Triple
T15998151
| Position | Surface form | Disambiguated ID | Type / Status |
|---|---|---|---|
| Subject | Humber Bridge |
E388026
|
entity |
| Predicate | wasWorldsLongestSuspensionSpan |
P41916
|
FINISHED |
| Object | true |
—
|
LITERAL FINISHED |
How this triple was built (2 steps)
Every LLM step that produced this triple, in pipeline order — named-entity classification, the disambiguation choices (the exact options shown, with the pick highlighted), and the generated description. The batch + timestamp of each is in the Provenance table below.
NER
Named-entity recognition
gpt-5-mini
Instruction
Given a phrase, classify it is english named entity (e.g., persons, organizations, works of art) in Latin script, or not (e.g., literals, dates, URLs, verbose phrases). For disambiguation, the statement where the phrase occurs as object is also given. Please return a JSON object with `phrase` (string, the phrase being analyzed) and `is_ne` (boolean, indicating whether the phrase is a Named Entity).
Input
Phrase: true | Statement: [Humber Bridge, wasWorldsLongestSuspensionSpan, true]
PD
Predicate disambiguation
gpt-5-mini-2025-08-07
Target predicate: wasWorldsLongestSuspensionSpan Context triple: [Humber Bridge, wasWorldsLongestSuspensionSpan, true]
-
A.
wasWorldsLongestSuspensionBridgeSpan
chosen
Indicates that something held the record for having the longest main span of any suspension bridge in the world at a given time.
-
B.
wasWorldsLongestConcreteArchSpan
Indicates that something held the record for being the world's longest concrete arch span.
-
C.
wasWorldsLongestCableStayedBridgeAtOpening
Indicates that the bridge held the record as the world’s longest cable-stayed bridge at the time it was opened.
-
D.
bridgeSpans
Indicates that a bridge extends across and connects two separate points or areas.
-
E.
hasSkyBridgeLength
Indicates the length measurement of a sky bridge connecting two structures or areas.
- F. None of above.
Provenance (3 batches)
The batch behind each pipeline step, in order, with when it ran. Timestamps are batch-level — stages were processed in waves, so the object chain (NER → NED1 → NEDg → NED2) reads in order, but predicate / elicitation batches can sit in a different wave.
| Step | Stage | Batch ID | Status | When |
|---|---|---|---|---|
| creating | Elicitation | batch_69d86daa562c81908aacc179c0fe8fb5 |
completed | April 10, 2026, 3:25 a.m. |
| NER | Named-entity recognition | batch_69e17d4e871c819082d7b1c1eaf5b4fe |
completed | April 17, 2026, 12:22 a.m. |
| PD | Predicate disambiguation | batch_69e142d9d8e881909b559a3e3ca21d24 |
completed | April 16, 2026, 8:13 p.m. |
Created at: April 10, 2026, 4:55 a.m.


Required work: Determine how many lines of the material hold the string "shallow" and reply with only that number.

=== Section Start ===

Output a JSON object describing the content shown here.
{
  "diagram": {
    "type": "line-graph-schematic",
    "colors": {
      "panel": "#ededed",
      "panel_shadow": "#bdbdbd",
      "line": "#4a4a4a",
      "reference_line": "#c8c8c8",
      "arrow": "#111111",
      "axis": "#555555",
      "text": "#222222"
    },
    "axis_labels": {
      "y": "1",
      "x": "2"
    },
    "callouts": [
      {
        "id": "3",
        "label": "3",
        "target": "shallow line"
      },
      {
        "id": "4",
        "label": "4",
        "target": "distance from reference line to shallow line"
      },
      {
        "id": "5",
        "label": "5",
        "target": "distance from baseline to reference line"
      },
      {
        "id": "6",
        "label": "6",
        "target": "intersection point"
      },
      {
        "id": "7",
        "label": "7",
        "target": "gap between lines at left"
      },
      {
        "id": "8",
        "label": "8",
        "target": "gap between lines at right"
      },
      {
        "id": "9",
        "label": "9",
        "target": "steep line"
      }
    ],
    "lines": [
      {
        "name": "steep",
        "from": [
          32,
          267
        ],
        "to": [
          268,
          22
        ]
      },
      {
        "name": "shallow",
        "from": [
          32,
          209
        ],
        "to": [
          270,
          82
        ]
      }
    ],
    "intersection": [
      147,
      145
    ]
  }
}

=== Section End ===

Solution to this problem: 3